WHAT IS EXPECTED: Each line from the one containing "Locate an element on the screen. The" through the last line of the data below should be printed exactly, please, with any pictures omitted.

DATA RECORDS:
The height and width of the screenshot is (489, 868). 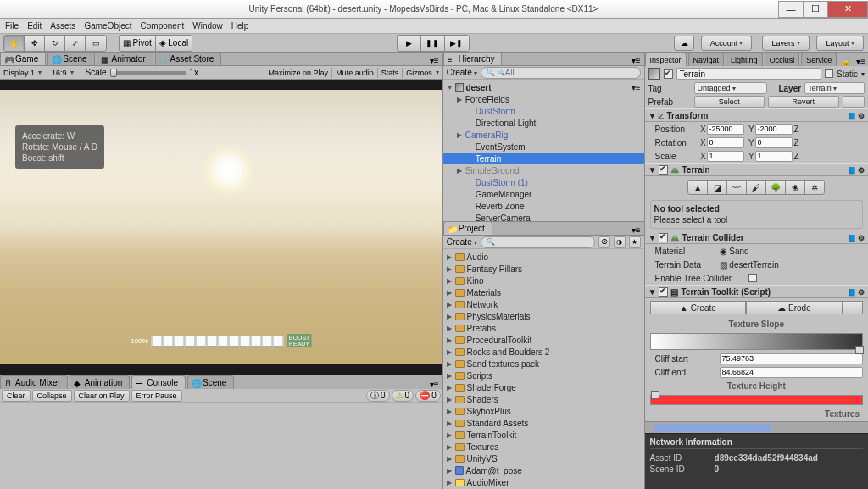 I want to click on toolkit-enabled-checkbox, so click(x=663, y=292).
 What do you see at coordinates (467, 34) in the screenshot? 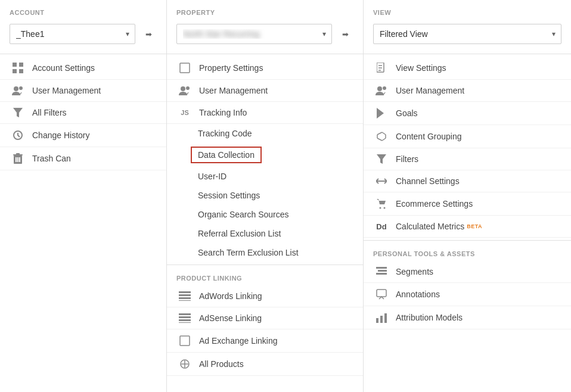
I see `view-select-wrapper: Filtered View` at bounding box center [467, 34].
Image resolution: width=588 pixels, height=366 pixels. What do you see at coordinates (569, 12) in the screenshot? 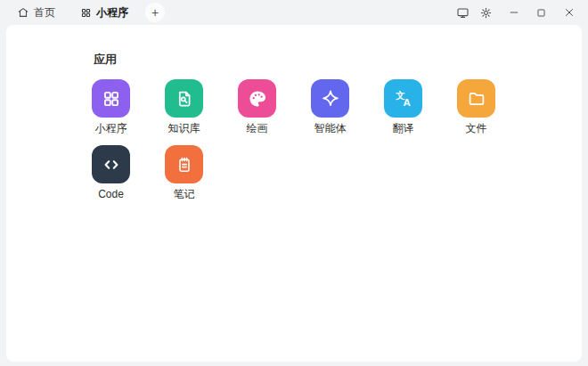
I see `close-icon` at bounding box center [569, 12].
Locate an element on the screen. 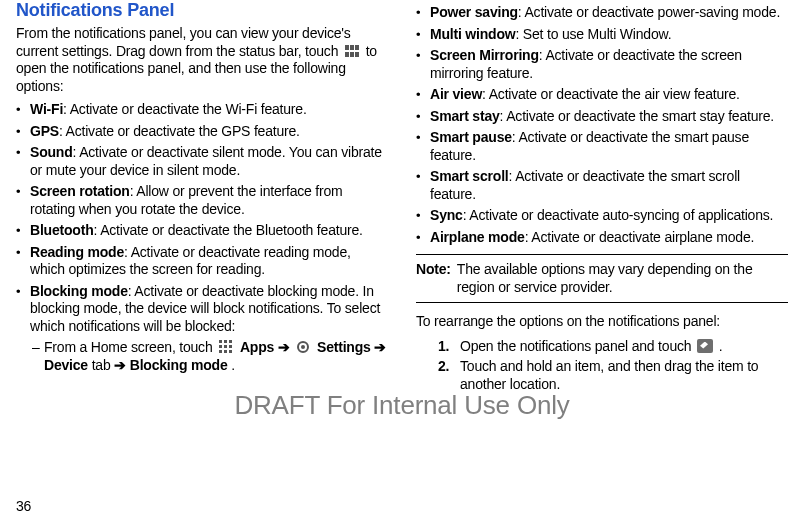 The image size is (804, 526). list-item: • Bluetooth: Activate or deactivate the … is located at coordinates (202, 231).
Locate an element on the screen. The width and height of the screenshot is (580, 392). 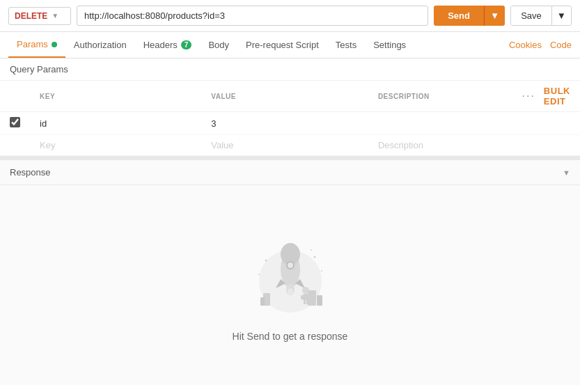
tab-body: Body is located at coordinates (219, 45).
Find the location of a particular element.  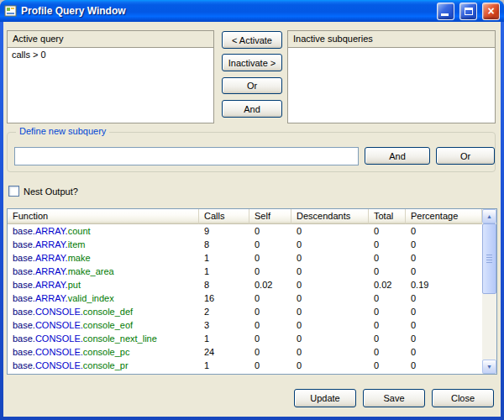

scroll-down-icon: ▼ is located at coordinates (489, 366).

TASK RESULT:
Locate an element on the screen. The width and height of the screenshot is (580, 392). 
tab-body: Body is located at coordinates (219, 45).
Find the location of a particular element.  

scroll-down-icon: ▼ is located at coordinates (489, 366).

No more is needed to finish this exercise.